The yellow parts are called the "variable regions", these are the parts that will differ in all antibodies depending on what pathogen they are up against. The variable region is a chain of different amino acids that are complimentary to the antigen on a pathogen. The rest is called the constant region, which is just made of up of polypeptide chains.
An antibody can help the body with two main mechanisms: Agglutination, and Neutralisation.
Agglutination is basically where a load of antibodies attach to pathogens and group them up into a clump of antigens, this makes it easier for phagocytes to engluf and destroy!
Antibodies will also neutralise a pathogens toxins that it produces, and if the antigen binds to a region of the pathogen necessary for "pathogenicity" it will neutralise the pathogen (basically destroying it).
Antibodies do not influence memory or anything like that.
3) You don't really need to know about this, they will never ask you a question about that. All you need to know is when a lymphocyte comes across a pathogen and binds to its antigen, it will go through a clonal selection phase where it select what it wants to divide into, it produces the correct lymphocytes for that pathogen. Then clonal expansion occurs where the lymphocytes divide by mitosis into T-killer cells, T-helper cells. Later on these cells may divide into memory cells.
4) Macrophages do come from the bone marrow also, they survive a lot longer than neutrophils which are the other types of phagocytic white blood cells, and when they enter the blood they are called "monocytes".
(Just to make sure you know)
The only white blood cells that engulf pathogens are phagocytes. These are macrophages and neutrophils, they perform phagocytosis on the pathogen. Lymphocytes do not perform phagocytosis, T-killers will inject H2O2 into a pathogen, or plasma cells will produce antibodies. T-Helpers produces chemicals called cytokines that stimulate B-lymphocytes and phagocytes to get into action and start killing some pathogens.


▸ **What needs to be done**:
What you return must match the records below exactly, apart from the omitted pictures.

▸ **Records provided**:
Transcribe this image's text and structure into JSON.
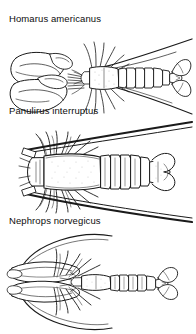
{
  "figure": {
    "title_visible": false,
    "background_color": "#ffffff",
    "ink_color": "#1a1a1a",
    "style": "black-and-white stippled line drawing, dorsal view",
    "specimens": [
      {
        "label": "Homarus americanus",
        "common_form": "clawed lobster with very large chelae",
        "view": "dorsal",
        "features": [
          "two large stippled claws",
          "segmented abdomen",
          "fan-shaped tail",
          "long thin antennae"
        ]
      },
      {
        "label": "Panulirus interruptus",
        "common_form": "spiny lobster without large claws",
        "view": "dorsal",
        "features": [
          "two very thick long antennae",
          "no enlarged claws",
          "banded abdomen",
          "broad tail fan"
        ]
      },
      {
        "label": "Nephrops norvegicus",
        "common_form": "Norway lobster with slender elongated claws",
        "view": "dorsal",
        "features": [
          "long narrow claws",
          "segmented abdomen",
          "fan-shaped tail",
          "thin antennae"
        ]
      }
    ]
  }
}
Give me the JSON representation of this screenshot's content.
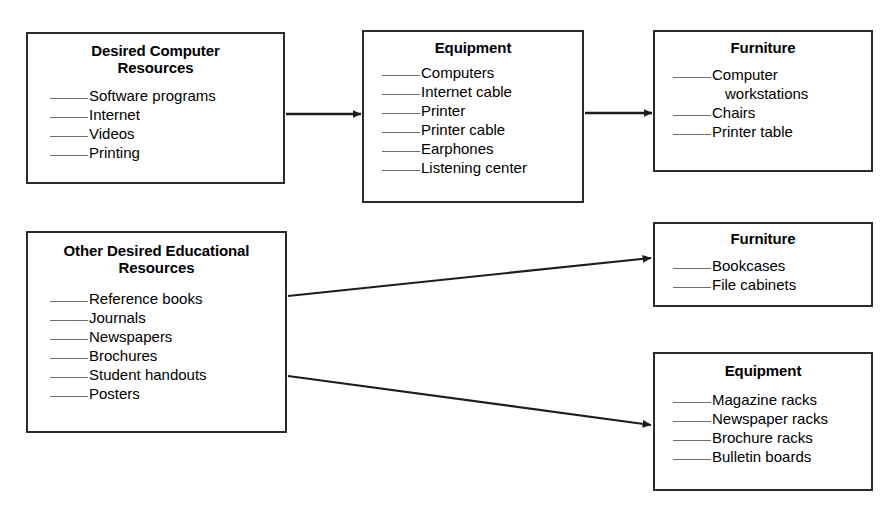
{
  "diagram": {
    "line_color": "#2b2b2b",
    "blank_color": "#6d6d6d",
    "background": "#ffffff",
    "boxes": [
      {
        "id": "desired-computer-resources",
        "title": "Desired Computer\nResources",
        "items": [
          "Software programs",
          "Internet",
          "Videos",
          "Printing"
        ]
      },
      {
        "id": "equipment-top",
        "title": "Equipment",
        "items": [
          "Computers",
          "Internet cable",
          "Printer",
          "Printer cable",
          "Earphones",
          "Listening center"
        ]
      },
      {
        "id": "furniture-top",
        "title": "Furniture",
        "items": [
          "Computer",
          "Chairs",
          "Printer table"
        ],
        "items_wrap": [
          "workstations",
          "",
          ""
        ]
      },
      {
        "id": "other-desired-educational-resources",
        "title": "Other Desired Educational\nResources",
        "items": [
          "Reference books",
          "Journals",
          "Newspapers",
          "Brochures",
          "Student handouts",
          "Posters"
        ]
      },
      {
        "id": "furniture-mid",
        "title": "Furniture",
        "items": [
          "Bookcases",
          "File cabinets"
        ]
      },
      {
        "id": "equipment-bottom",
        "title": "Equipment",
        "items": [
          "Magazine racks",
          "Newspaper racks",
          "Brochure racks",
          "Bulletin boards"
        ]
      }
    ],
    "arrows": [
      {
        "id": "arrow-computer-to-equipment",
        "from": "desired-computer-resources",
        "to": "equipment-top"
      },
      {
        "id": "arrow-equipment-to-furniture",
        "from": "equipment-top",
        "to": "furniture-top"
      },
      {
        "id": "arrow-other-to-furniture",
        "from": "other-desired-educational-resources",
        "to": "furniture-mid"
      },
      {
        "id": "arrow-other-to-equipment",
        "from": "other-desired-educational-resources",
        "to": "equipment-bottom"
      }
    ]
  }
}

▸ **Your solution**:
Transcribe this image's text and structure into JSON.
{
  "figure": {
    "title_visible": false,
    "background_color": "#ffffff",
    "ink_color": "#1a1a1a",
    "style": "black-and-white stippled line drawing, dorsal view",
    "specimens": [
      {
        "label": "Homarus americanus",
        "common_form": "clawed lobster with very large chelae",
        "view": "dorsal",
        "features": [
          "two large stippled claws",
          "segmented abdomen",
          "fan-shaped tail",
          "long thin antennae"
        ]
      },
      {
        "label": "Panulirus interruptus",
        "common_form": "spiny lobster without large claws",
        "view": "dorsal",
        "features": [
          "two very thick long antennae",
          "no enlarged claws",
          "banded abdomen",
          "broad tail fan"
        ]
      },
      {
        "label": "Nephrops norvegicus",
        "common_form": "Norway lobster with slender elongated claws",
        "view": "dorsal",
        "features": [
          "long narrow claws",
          "segmented abdomen",
          "fan-shaped tail",
          "thin antennae"
        ]
      }
    ]
  }
}
Give me the JSON representation of this screenshot's content.
{
  "diagram": {
    "line_color": "#2b2b2b",
    "blank_color": "#6d6d6d",
    "background": "#ffffff",
    "boxes": [
      {
        "id": "desired-computer-resources",
        "title": "Desired Computer\nResources",
        "items": [
          "Software programs",
          "Internet",
          "Videos",
          "Printing"
        ]
      },
      {
        "id": "equipment-top",
        "title": "Equipment",
        "items": [
          "Computers",
          "Internet cable",
          "Printer",
          "Printer cable",
          "Earphones",
          "Listening center"
        ]
      },
      {
        "id": "furniture-top",
        "title": "Furniture",
        "items": [
          "Computer",
          "Chairs",
          "Printer table"
        ],
        "items_wrap": [
          "workstations",
          "",
          ""
        ]
      },
      {
        "id": "other-desired-educational-resources",
        "title": "Other Desired Educational\nResources",
        "items": [
          "Reference books",
          "Journals",
          "Newspapers",
          "Brochures",
          "Student handouts",
          "Posters"
        ]
      },
      {
        "id": "furniture-mid",
        "title": "Furniture",
        "items": [
          "Bookcases",
          "File cabinets"
        ]
      },
      {
        "id": "equipment-bottom",
        "title": "Equipment",
        "items": [
          "Magazine racks",
          "Newspaper racks",
          "Brochure racks",
          "Bulletin boards"
        ]
      }
    ],
    "arrows": [
      {
        "id": "arrow-computer-to-equipment",
        "from": "desired-computer-resources",
        "to": "equipment-top"
      },
      {
        "id": "arrow-equipment-to-furniture",
        "from": "equipment-top",
        "to": "furniture-top"
      },
      {
        "id": "arrow-other-to-furniture",
        "from": "other-desired-educational-resources",
        "to": "furniture-mid"
      },
      {
        "id": "arrow-other-to-equipment",
        "from": "other-desired-educational-resources",
        "to": "equipment-bottom"
      }
    ]
  }
}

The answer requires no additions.